- Oxford University Press, USA
Further Reading
Key Metrics
- Matthew Rubery
- Oxford University Press, USA
- Paperback
- 9780192865533
- -
- -
- Literary Criticism > General
- English
Book Description
drawing on approaches as different as formalism, historicism, neuroscience, disability, and computation. Contributors take up the following questions: What do we mean when we talk about 'reading' today? How are reading techniques evolving in the digital era? What is the future of reading?
This book foregrounds reading as a topic worthy of investigation in its own right rather than as a sub-section of histories of the book, sociologies of literacy, or theories of literature. As our knowledge of reading changes in step with the media and the scholarly tools used to apprehend it, a more
precise understanding of this topic is crucial to the discipline's future. This collection introduces new ways of conceptualizing the term's forms, boundaries, and uses. Its contributors bring varied vocabularies to bear on the contested nature and continued importance of reading, within the academy
and beyond.
Author Bio
My work focuses on modern literature, media, and reading practices. Originally from Texas, I joined Queen Mary in 2010 after teaching in Leeds and Philadelphia for a number of years and completing my doctorate at Harvard. My books include The Novelty of Newspapers: Victorian Fiction after the Invention of the News (Oxford, 2009) and The Untold Story of the Talking Book (Harvard University Press, 2016).
Other books that I have edited or co-edited include Audiobooks, Literature, and Sound Studies (Routledge, 2011), Secret Commissions: An Anthology of Victorian Investigative Journalism (Broadview, 2012), and Further Reading (Oxford, 2020). ‘My latest book is titled Reader’s Block: A History of Reading Differences (Stanford, 2022).’
Research Interests
Victorian Fiction
Media History and History of the Book
Audiobooks and Sound Studies
Disability Studies
Reading
Recent and On-Going Research
My research interests include modern literature, media, and reading practices. My first book, The Novelty of Newspapers: Victorian Fiction after the Invention of the News (Oxford, 2009), was awarded the European Society for the Study of English Book Award for Junior Scholars. This was followed by Secret Commissions: An Anthology of Victorian Investigative Journalism (Broadview, 2012), which documents how unsparing descriptions of poverty and social injustice became a regular feature of English journalism. Guardian journalist Nick Davies described it as ‘a book full of amazing stuff—Victorian in its facts, but contemporary in its themes’.
My subsequent work continues to explore the relationship between literature and new media. Audiobooks, Literature, and Sound Studies (Routledge, 2011) was the first essay collection to address the significance of recorded literature by authors ranging from Charles Dickens to Toni Morrison and Barack Obama. The Untold Story of the Talking Book (Harvard University Press, 2016) received a Certificate of Merit in the 2017 Association for Recorded Sound Collections Award for Excellence.
My latest books include Further Reading (Oxford, 2020), a collection of more than thirty essays on the status of reading in the twenty-first century, and Reader’s Block: A History of Reading Differences (Stanford, 2022).
My research has been generously supported by the American Academy of Arts and Sciences, Arts & Humanities Research Council, British Academy, British Library, Leverhulme Trust, National Endowment for the Humanities, National Humanities Center, Swedish Research Council, and Wellcome Trust.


> WHAT TO DO:
The answer must consist of every line in the records below that contains the string "Media".

> RECORD SET:
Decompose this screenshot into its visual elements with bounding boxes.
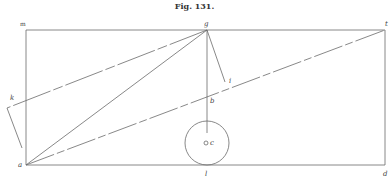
label-i: i <box>229 77 231 85</box>
line-g-i <box>207 30 225 82</box>
label-k: k <box>10 94 14 102</box>
label-a: a <box>18 161 22 169</box>
label-m: m <box>20 20 26 27</box>
label-d: d <box>383 170 388 178</box>
label-l: l <box>205 170 207 178</box>
label-c: c <box>210 139 214 147</box>
geometric-diagram: m g t k i b c a d l <box>0 0 389 185</box>
line-k-a <box>7 108 22 148</box>
center-c <box>204 141 208 145</box>
line-g-k <box>7 30 207 108</box>
label-t: t <box>385 20 388 28</box>
label-b: b <box>210 97 215 105</box>
label-g: g <box>204 20 209 28</box>
line-g-a <box>26 30 207 165</box>
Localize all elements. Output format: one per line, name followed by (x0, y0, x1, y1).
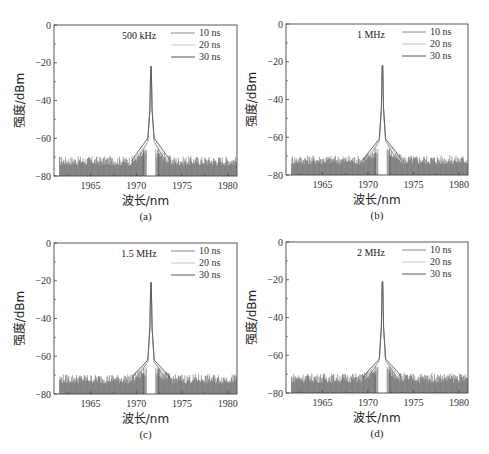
y-tick-label: 0 (46, 238, 51, 249)
y-tick-label: −60 (267, 350, 283, 361)
x-tick-label: 1970 (126, 180, 146, 191)
x-tick-label: 1975 (403, 179, 423, 190)
x-tick-label: 1975 (172, 398, 192, 409)
series-line-10ns (136, 283, 165, 379)
legend-label: 20 ns (199, 39, 221, 50)
series-line-30ns (363, 66, 401, 160)
noise-floor (59, 150, 236, 176)
series-line-10ns (136, 67, 165, 161)
x-tick-label: 1965 (81, 180, 101, 191)
chart-b: 0−20−40−60−801965197019751980波长/nm强度/dBm… (245, 0, 489, 227)
series-line-20ns (366, 66, 400, 160)
x-tick-label: 1980 (449, 179, 469, 190)
chart-c: 0−20−40−60−801965197019751980波长/nm强度/dBm… (0, 227, 244, 454)
chart-d: 0−20−40−60−801965197019751980波长/nm强度/dBm… (245, 227, 489, 454)
legend-label: 20 ns (430, 38, 452, 49)
legend: 10 ns20 ns30 ns (171, 27, 221, 62)
panel-c: 0−20−40−60−801965197019751980波长/nm强度/dBm… (0, 227, 244, 454)
y-tick-label: −80 (267, 388, 283, 399)
plot-area (291, 282, 467, 393)
panel-caption: (a) (139, 210, 152, 223)
rep-rate-annotation: 1 MHz (357, 29, 386, 40)
x-axis-title: 波长/nm (122, 194, 169, 208)
y-tick-label: −20 (267, 56, 283, 67)
x-axis-title: 波长/nm (122, 412, 169, 426)
panel-a: 0−20−40−60−801965197019751980波长/nm强度/dBm… (0, 0, 244, 227)
legend: 10 ns20 ns30 ns (402, 26, 452, 61)
y-tick-label: −60 (35, 351, 51, 362)
series-line-30ns (363, 282, 401, 378)
legend-label: 20 ns (430, 256, 452, 267)
noise-floor (291, 367, 467, 393)
x-tick-label: 1965 (312, 397, 332, 408)
y-tick-label: −80 (267, 170, 283, 181)
y-tick-label: −60 (267, 132, 283, 143)
y-tick-label: −80 (35, 389, 51, 400)
y-tick-label: 0 (278, 237, 283, 248)
legend-label: 20 ns (199, 257, 221, 268)
x-axis-title: 波长/nm (353, 193, 400, 207)
x-tick-label: 1975 (403, 397, 423, 408)
y-tick-label: 0 (278, 19, 283, 30)
y-axis-title: 强度/dBm (12, 73, 27, 129)
y-tick-label: −40 (35, 313, 51, 324)
panel-b: 0−20−40−60−801965197019751980波长/nm强度/dBm… (245, 0, 489, 227)
panel-d: 0−20−40−60−801965197019751980波长/nm强度/dBm… (245, 227, 489, 454)
series-line-20ns (134, 67, 168, 161)
series-line-30ns (132, 67, 170, 161)
panel-caption: (d) (371, 427, 384, 440)
plot-area (59, 67, 236, 176)
series-line-10ns (368, 282, 397, 378)
legend: 10 ns20 ns30 ns (171, 245, 221, 280)
x-tick-label: 1970 (358, 179, 378, 190)
legend-label: 10 ns (199, 245, 221, 256)
x-tick-label: 1965 (312, 179, 332, 190)
x-tick-label: 1980 (218, 398, 238, 409)
panel-caption: (c) (139, 428, 152, 441)
y-tick-label: −60 (35, 133, 51, 144)
x-axis-title: 波长/nm (353, 411, 400, 425)
plot-area (291, 66, 467, 175)
x-tick-label: 1965 (81, 398, 101, 409)
rep-rate-annotation: 1.5 MHz (121, 248, 157, 259)
legend: 10 ns20 ns30 ns (402, 244, 452, 279)
series-line-30ns (132, 283, 170, 379)
legend-label: 30 ns (430, 268, 452, 279)
panel-caption: (b) (371, 209, 384, 222)
y-tick-label: −40 (267, 312, 283, 323)
chart-a: 0−20−40−60−801965197019751980波长/nm强度/dBm… (0, 0, 244, 227)
legend-label: 30 ns (430, 50, 452, 61)
y-tick-label: −20 (35, 57, 51, 68)
rep-rate-annotation: 500 kHz (122, 30, 157, 41)
series-line-20ns (366, 282, 400, 378)
y-tick-label: −20 (35, 275, 51, 286)
legend-label: 30 ns (199, 269, 221, 280)
y-axis-title: 强度/dBm (12, 291, 27, 347)
plot-area (59, 283, 236, 394)
y-tick-label: −40 (267, 94, 283, 105)
legend-label: 30 ns (199, 51, 221, 62)
series-line-10ns (368, 66, 397, 160)
legend-label: 10 ns (430, 26, 452, 37)
noise-floor (59, 368, 236, 394)
y-axis-title: 强度/dBm (244, 72, 259, 128)
y-tick-label: −20 (267, 274, 283, 285)
series-line-20ns (134, 283, 168, 379)
legend-label: 10 ns (199, 27, 221, 38)
x-tick-label: 1970 (126, 398, 146, 409)
rep-rate-annotation: 2 MHz (357, 247, 386, 258)
x-tick-label: 1980 (218, 180, 238, 191)
y-tick-label: −40 (35, 95, 51, 106)
y-tick-label: −80 (35, 171, 51, 182)
noise-floor (291, 149, 467, 175)
x-tick-label: 1975 (172, 180, 192, 191)
x-tick-label: 1980 (449, 397, 469, 408)
y-axis-title: 强度/dBm (244, 290, 259, 346)
x-tick-label: 1970 (358, 397, 378, 408)
legend-label: 10 ns (430, 244, 452, 255)
y-tick-label: 0 (46, 20, 51, 31)
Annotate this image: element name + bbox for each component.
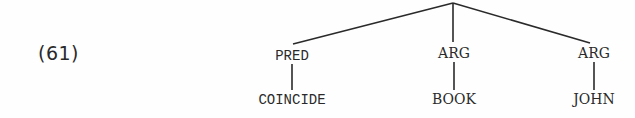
tree-diagram: (61) PRED ARG ARG COINCIDE BOOK JOHN bbox=[0, 0, 635, 118]
leaf-coincide: COINCIDE bbox=[258, 92, 325, 108]
leaf-john: JOHN bbox=[573, 91, 615, 107]
node-arg-1: ARG bbox=[438, 45, 470, 61]
node-arg-2: ARG bbox=[578, 45, 610, 61]
leaf-book: BOOK bbox=[432, 91, 476, 107]
edge-root-pred bbox=[293, 3, 453, 44]
node-pred: PRED bbox=[275, 48, 309, 64]
edge-root-arg-2 bbox=[453, 3, 590, 43]
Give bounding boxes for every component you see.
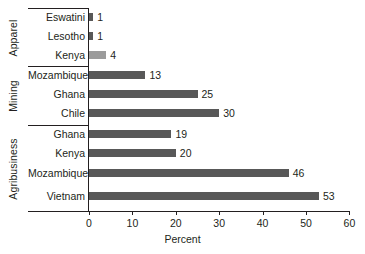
bar-chart: Apparel Mining Agribusiness Eswatini1Les… [0,0,365,254]
category-label: Mozambique [28,67,85,83]
bar-value-label: 25 [202,86,214,102]
bar-value-label: 46 [293,165,305,181]
category-label: Mozambique [28,165,85,181]
bar-row: Lesotho1 [0,28,365,44]
bar-row: Eswatini1 [0,9,365,25]
category-label: Eswatini [28,9,85,25]
category-label: Chile [28,105,85,121]
bar-row: Mozambique13 [0,67,365,83]
bar-row: Mozambique46 [0,165,365,181]
x-tick-label: 20 [164,216,188,230]
bar [89,51,106,59]
x-axis-title: Percent [0,233,365,245]
bar-value-label: 1 [97,28,103,44]
x-tick-label: 30 [207,216,231,230]
category-label: Ghana [28,86,85,102]
bar [89,90,198,98]
bar [89,71,145,79]
bar [89,109,219,117]
x-axis-line [28,211,349,212]
x-tick-mark [306,211,307,215]
bar-value-label: 1 [97,9,103,25]
x-tick-mark [176,211,177,215]
x-tick-mark [263,211,264,215]
bar-row: Vietnam53 [0,188,365,204]
bar [89,130,171,138]
x-tick-label: 50 [294,216,318,230]
bar-value-label: 4 [110,47,116,63]
category-label: Kenya [28,47,85,63]
bar-row: Kenya4 [0,47,365,63]
bar [89,149,176,157]
bar-row: Chile30 [0,105,365,121]
x-tick-mark [219,211,220,215]
bar [89,32,93,40]
bar-value-label: 13 [149,67,161,83]
bar-value-label: 30 [223,105,235,121]
x-tick-mark [132,211,133,215]
category-label: Kenya [28,145,85,161]
bar-row: Ghana19 [0,126,365,142]
x-tick-mark [349,211,350,215]
bar [89,13,93,21]
x-tick-label: 40 [251,216,275,230]
bar-value-label: 53 [323,188,335,204]
x-tick-label: 0 [77,216,101,230]
bar-row: Kenya20 [0,145,365,161]
bar-row: Ghana25 [0,86,365,102]
bar-value-label: 20 [180,145,192,161]
category-label: Ghana [28,126,85,142]
bar [89,169,289,177]
x-tick-mark [89,211,90,215]
bar [89,192,319,200]
category-label: Lesotho [28,28,85,44]
bar-value-label: 19 [175,126,187,142]
x-tick-label: 60 [337,216,361,230]
category-label: Vietnam [28,188,85,204]
x-tick-label: 10 [120,216,144,230]
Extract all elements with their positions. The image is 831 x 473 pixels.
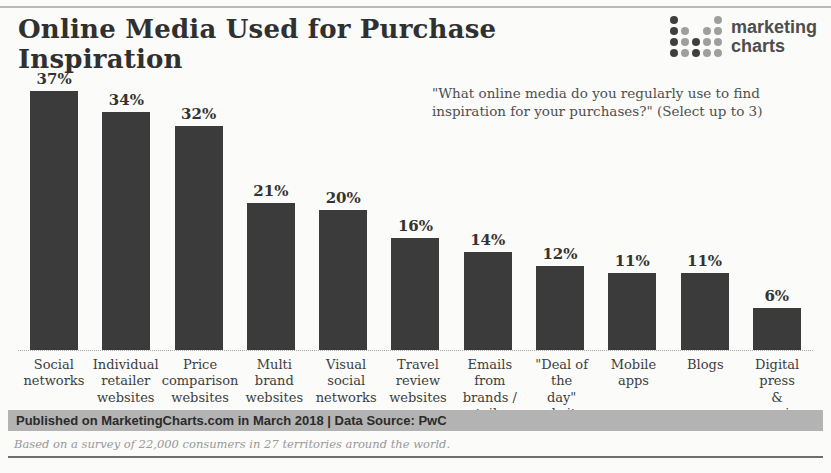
bar-column: 11% (596, 252, 668, 350)
dot (714, 49, 722, 57)
page-title: Online Media Used for Purchase Inspirati… (18, 14, 670, 74)
dot (670, 49, 678, 57)
bar (247, 203, 295, 350)
bar-value-label: 16% (398, 217, 433, 235)
dot (681, 27, 689, 35)
top-divider (0, 6, 831, 8)
dot (703, 27, 711, 35)
dot (692, 38, 700, 46)
dot-empty (692, 27, 700, 35)
dot (703, 49, 711, 57)
dot (670, 16, 678, 24)
dot (692, 49, 700, 57)
chart-card: Online Media Used for Purchase Inspirati… (0, 0, 831, 473)
dot (714, 38, 722, 46)
bar (175, 126, 223, 350)
dot (681, 38, 689, 46)
bar (102, 112, 150, 350)
bar-value-label: 11% (615, 252, 650, 270)
publication-bar: Published on MarketingCharts.com in Marc… (8, 410, 823, 431)
bottom-divider (8, 456, 823, 458)
dot-bar-chart-icon (670, 16, 722, 57)
bar-column: 12% (524, 245, 596, 350)
bar-value-label: 32% (181, 105, 216, 123)
bar-column: 21% (235, 182, 307, 350)
bar-value-label: 20% (326, 189, 361, 207)
bar-column: 20% (307, 189, 379, 350)
bar-column: 14% (452, 231, 524, 350)
bar-value-label: 6% (764, 287, 789, 305)
bar (391, 238, 439, 350)
bar-column: 34% (90, 91, 162, 350)
source-note: Based on a survey of 22,000 consumers in… (14, 437, 450, 451)
dot (681, 49, 689, 57)
bar (536, 266, 584, 350)
bar-chart: 37%34%32%21%20%16%14%12%11%11%6% Social … (18, 68, 813, 422)
bar-column: 6% (741, 287, 813, 350)
dot (714, 27, 722, 35)
bar (608, 273, 656, 350)
dot (703, 38, 711, 46)
bars-row: 37%34%32%21%20%16%14%12%11%11%6% (18, 68, 813, 351)
bar-value-label: 21% (253, 182, 288, 200)
logo-word-1: marketing (731, 18, 817, 37)
bar (681, 273, 729, 350)
dot (670, 38, 678, 46)
bar-value-label: 37% (37, 70, 72, 88)
dot-empty (681, 16, 689, 24)
bar (319, 210, 367, 350)
logo-wordmark: marketing charts (731, 18, 817, 56)
bar-column: 32% (163, 105, 235, 350)
dot-empty (703, 16, 711, 24)
bar-column: 11% (668, 252, 740, 350)
bar (30, 91, 78, 350)
bar-column: 16% (379, 217, 451, 350)
dot (670, 27, 678, 35)
bar (464, 252, 512, 350)
logo-word-2: charts (731, 37, 817, 56)
dot (714, 16, 722, 24)
bar-value-label: 34% (109, 91, 144, 109)
marketingcharts-logo: marketing charts (670, 16, 817, 57)
bar (753, 308, 801, 350)
header: Online Media Used for Purchase Inspirati… (18, 14, 817, 74)
dot-empty (692, 16, 700, 24)
bar-value-label: 11% (687, 252, 722, 270)
bar-column: 37% (18, 70, 90, 350)
bar-value-label: 14% (470, 231, 505, 249)
bar-value-label: 12% (542, 245, 577, 263)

> TASK ANSWER:
page-title: Online Media Used for Purchase Inspirati… (18, 14, 670, 74)
chart-card: Online Media Used for Purchase Inspirati… (0, 0, 831, 473)
header: Online Media Used for Purchase Inspirati… (18, 14, 817, 74)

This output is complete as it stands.